The new franchise has been underpinned by the registration of 1,400 children for what Shively hopes will prove a benign new force, both social and economic, on the Bluegrass.

“Cincinnati has an MLS team and Louisville has its successful USL team that's built a really nice stadium, so there's this nice triangle of soccer,” Shively says. “I think the growth is really pretty significant. MLS just opened at Charlotte and they had 70,000 people for the first game. I just think we're ready. We'll have a women's pro team, too. We're going to have great coaches and great facilities and make great opportunities both for individuals and for the community.”

If bedding down the club will not be without its challenges, Shively stresses that the ultimate aim is to bring people together. (The initial hope, indeed, had been to name the club Unity.) And he'd like to see the same ethic suffusing the Turf community, too, when it comes to ongoing reform.

“It's been the longest process but we're making progress,” he says. “I do feel better about the horse business, across the board, than I did 10 years ago. Keeneland have seen an 80% increase in people applying for credit for the September sale. I think with some of the heavyweights that have been stepping back recently, guys now feel they can get into the business, with a couple of hundred thousand, that previously didn't want to go in there just to get beaten up. Especially with the Kentucky circuit so fulfilled now, with $150,000 maidens at Kentucky Downs and $100,000 maidens in other places.”

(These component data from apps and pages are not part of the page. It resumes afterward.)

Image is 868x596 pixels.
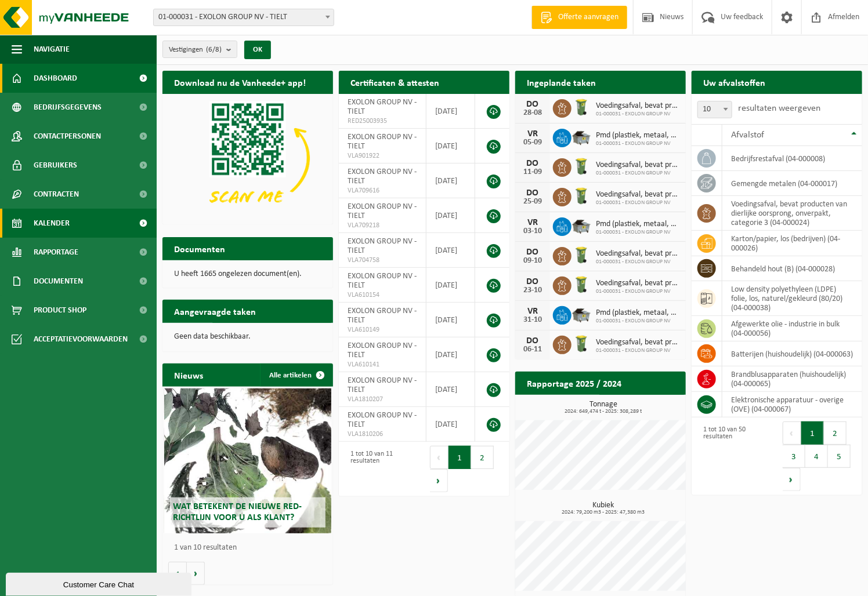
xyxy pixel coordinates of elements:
h2: Ingeplande taken [515,71,607,94]
img: Download de VHEPlus App [162,94,333,222]
img: WB-5000-GAL-GY-01 [571,216,591,235]
span: Pmd (plastiek, metaal, drankkartons) (bedrijven) [596,220,680,229]
td: [DATE] [427,164,476,198]
span: Voedingsafval, bevat producten van dierlijke oorsprong, onverpakt, categorie 3 [596,102,680,111]
button: 2 [471,446,494,469]
span: VLA709616 [348,186,417,195]
button: 1 [449,446,471,469]
span: 01-000031 - EXOLON GROUP NV - TIELT [153,9,334,26]
div: DO [521,336,545,345]
img: WB-5000-GAL-GY-01 [571,305,591,324]
span: RED25003935 [348,116,417,126]
td: [DATE] [427,338,476,372]
img: WB-0140-HPE-GN-50 [571,98,591,117]
div: 1 tot 10 van 50 resultaten [698,421,772,492]
button: 2 [824,421,846,445]
td: [DATE] [427,407,476,442]
td: karton/papier, los (bedrijven) (04-000026) [722,231,862,256]
td: gemengde metalen (04-000017) [722,171,862,196]
span: Kalender [34,209,70,238]
button: 3 [783,445,805,468]
h2: Nieuws [162,363,214,386]
span: Documenten [34,267,83,296]
td: [DATE] [427,303,476,338]
span: 01-000031 - EXOLON GROUP NV [596,170,680,177]
span: EXOLON GROUP NV - TIELT [348,133,417,150]
img: WB-0140-HPE-GN-50 [571,186,591,206]
iframe: chat widget [6,570,194,596]
div: 28-08 [521,109,545,117]
span: Acceptatievoorwaarden [34,325,127,353]
span: VLA709218 [348,221,417,230]
td: [DATE] [427,268,476,303]
button: 4 [805,445,828,468]
h2: Rapportage 2025 / 2024 [515,372,633,394]
span: Offerte aanvragen [555,12,621,23]
button: Previous [430,446,449,469]
td: bedrijfsrestafval (04-000008) [722,146,862,171]
span: 10 [698,101,732,118]
h2: Documenten [162,237,237,260]
td: [DATE] [427,198,476,233]
a: Alle artikelen [260,363,332,386]
span: VLA1810206 [348,430,417,439]
span: Gebruikers [34,150,77,180]
h2: Uw afvalstoffen [692,71,777,94]
a: Wat betekent de nieuwe RED-richtlijn voor u als klant? [164,388,332,534]
p: U heeft 1665 ongelezen document(en). [174,270,322,278]
span: 01-000031 - EXOLON GROUP NV [596,288,680,295]
button: 1 [801,421,824,445]
img: WB-0140-HPE-GN-50 [571,156,591,176]
span: Voedingsafval, bevat producten van dierlijke oorsprong, onverpakt, categorie 3 [596,160,680,170]
img: WB-0140-HPE-GN-50 [571,334,591,353]
td: behandeld hout (B) (04-000028) [722,256,862,282]
div: 11-09 [521,168,545,176]
span: VLA610141 [348,360,417,369]
span: 01-000031 - EXOLON GROUP NV [596,229,680,236]
span: EXOLON GROUP NV - TIELT [348,167,417,185]
td: [DATE] [427,94,476,129]
div: VR [521,307,545,316]
div: 25-09 [521,198,545,206]
span: VLA901922 [348,151,417,160]
span: Contactpersonen [34,121,101,150]
td: [DATE] [427,129,476,164]
td: brandblusapparaten (huishoudelijk) (04-000065) [722,367,862,392]
div: DO [521,189,545,198]
span: 01-000031 - EXOLON GROUP NV [596,258,680,266]
td: low density polyethyleen (LDPE) folie, los, naturel/gekleurd (80/20) (04-000038) [722,282,862,316]
img: WB-0140-HPE-GN-50 [571,245,591,265]
count: (6/8) [206,46,222,53]
span: VLA1810207 [348,395,417,404]
div: DO [521,100,545,109]
span: EXOLON GROUP NV - TIELT [348,376,417,394]
button: 5 [828,445,851,468]
span: EXOLON GROUP NV - TIELT [348,237,417,255]
span: 01-000031 - EXOLON GROUP NV [596,347,680,354]
div: 1 tot 10 van 11 resultaten [344,445,418,494]
span: VLA704758 [348,256,417,265]
button: Volgende [187,562,204,585]
td: [DATE] [427,372,476,407]
span: Pmd (plastiek, metaal, drankkartons) (bedrijven) [596,309,680,318]
span: Voedingsafval, bevat producten van dierlijke oorsprong, onverpakt, categorie 3 [596,279,680,288]
span: Bedrijfsgegevens [34,93,102,121]
span: EXOLON GROUP NV - TIELT [348,342,417,359]
span: Rapportage [34,238,78,267]
span: Vestigingen [169,42,222,59]
span: Product Shop [34,296,86,325]
span: EXOLON GROUP NV - TIELT [348,411,417,429]
td: [DATE] [427,233,476,268]
span: EXOLON GROUP NV - TIELT [348,307,417,325]
h3: Kubiek [521,502,686,516]
img: WB-5000-GAL-GY-01 [571,127,591,146]
div: DO [521,159,545,168]
img: WB-0140-HPE-GN-50 [571,275,591,295]
span: 01-000031 - EXOLON GROUP NV [596,140,680,147]
span: 2024: 79,200 m3 - 2025: 47,380 m3 [521,510,686,516]
button: OK [244,41,271,59]
span: Voedingsafval, bevat producten van dierlijke oorsprong, onverpakt, categorie 3 [596,190,680,200]
button: Previous [783,421,801,445]
p: Geen data beschikbaar. [174,333,322,341]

Shively himself has a penchant for turf racing, to the extent that he imported a Kingman (GB) filly from the yearling sales at Tattersalls last October. He knows that to invest in grass blood in Kentucky is to wade against the commercial tide, but perceives grounds for optimism in the longer term.

“Every field is 12, and the bettors like that,” he says. “We're just not laid out the right way, structurally, to have enough grass racing. Part of the business is not yet there. I own shares in grass stallions, and I know you can get killed trying to sell the babies. But there are things that give you hope, like Belmont coming up with these back-to back races worth lot of money. And I think the blood can cross over. Horses are born to run on grass.”

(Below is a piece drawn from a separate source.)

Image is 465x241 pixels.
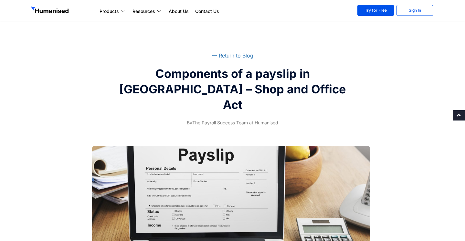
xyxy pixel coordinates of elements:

The Dixiana focus, in the meantime, is rigorously on quality. At one stage, the quantity bloated to 128 mares.

“And that did not work out so well,” admits Shively wryly. “Culling is hard and you have to be a good loser. I sold Letgomyecho (Menifee) [dam of Echo Zulu (Gun Runner)] and they've been selling million-dollar horses out of her. So that was a mistake. But the intrigue is to follow it all. It's stimulating just to have those 35 to 40 foals to go through every year, asking did that work? And it's been fun to get to the point where I have repeat customers, where I feel we have earned people's trust.”

It meant a lot, therefore, that the farm's first seven-figure sale was made from a homebred mare. But those unaccountable variables will, of course, always remain. You can do everything right and be unlucky. Or you can let your 11-year-old daughter pick out an Uncle Mo filly in the back ring at Keeneland, with none of your advisors around–and end up with GII Ashland S. runner-up Cocktail Moments.

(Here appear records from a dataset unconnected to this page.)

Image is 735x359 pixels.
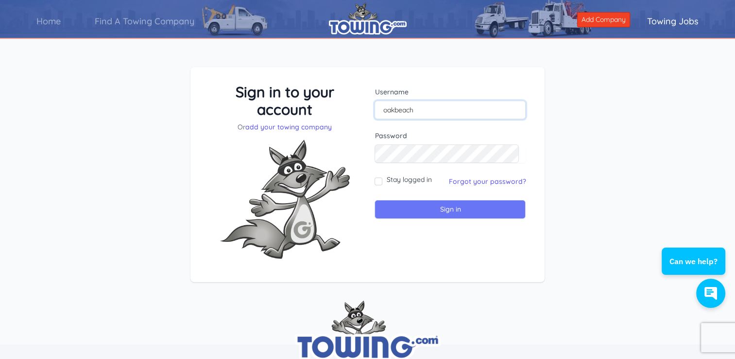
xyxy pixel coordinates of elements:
[209,83,361,118] h3: Sign in to your account
[329,2,407,35] img: logo.png
[386,174,432,184] label: Stay logged in
[449,177,526,186] a: Forgot your password?
[577,12,630,27] a: Add Company
[212,132,358,266] img: Fox-Excited.png
[245,122,332,131] a: add your towing company
[375,87,526,97] label: Username
[375,200,526,219] input: Sign in
[19,7,78,35] a: Home
[375,131,526,140] label: Password
[630,7,716,35] a: Towing Jobs
[655,221,735,317] iframe: Conversations
[78,7,211,35] a: Find A Towing Company
[209,122,361,132] p: Or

This, to be fair, is the same daughter who was asked by a recent visitor what she wants to be when she grows up. She fired back: “CEO!”

But Shively isn't just raising kids with the right spirit. He's raising horses that way, too, not least because he's doing so with future generations in mind.

“I'm doing this because I love the farm,” he says. “I'd rather be here than the racetrack. I know that sounds bad, but I love going down to the foals in the paddocks and seeing how they're doing, how they're changing and growing up as they prep. That's what I'm here for; to see them grow and become something great.

“My goal is to make this something my family will hang onto, because it's not that painful. So the answer, for me, is making it viable. When I bought Dixiana, I said I won't ever feel like I own this. I feel like I'm taking care of it for somebody. But I do at least feel that's what I've been doing: taking care of it. I feel I've improved it, from where I was. So that's something I think I can feel good about. My goal with all businesses is to make them better for the people. I want to leave good things for all.”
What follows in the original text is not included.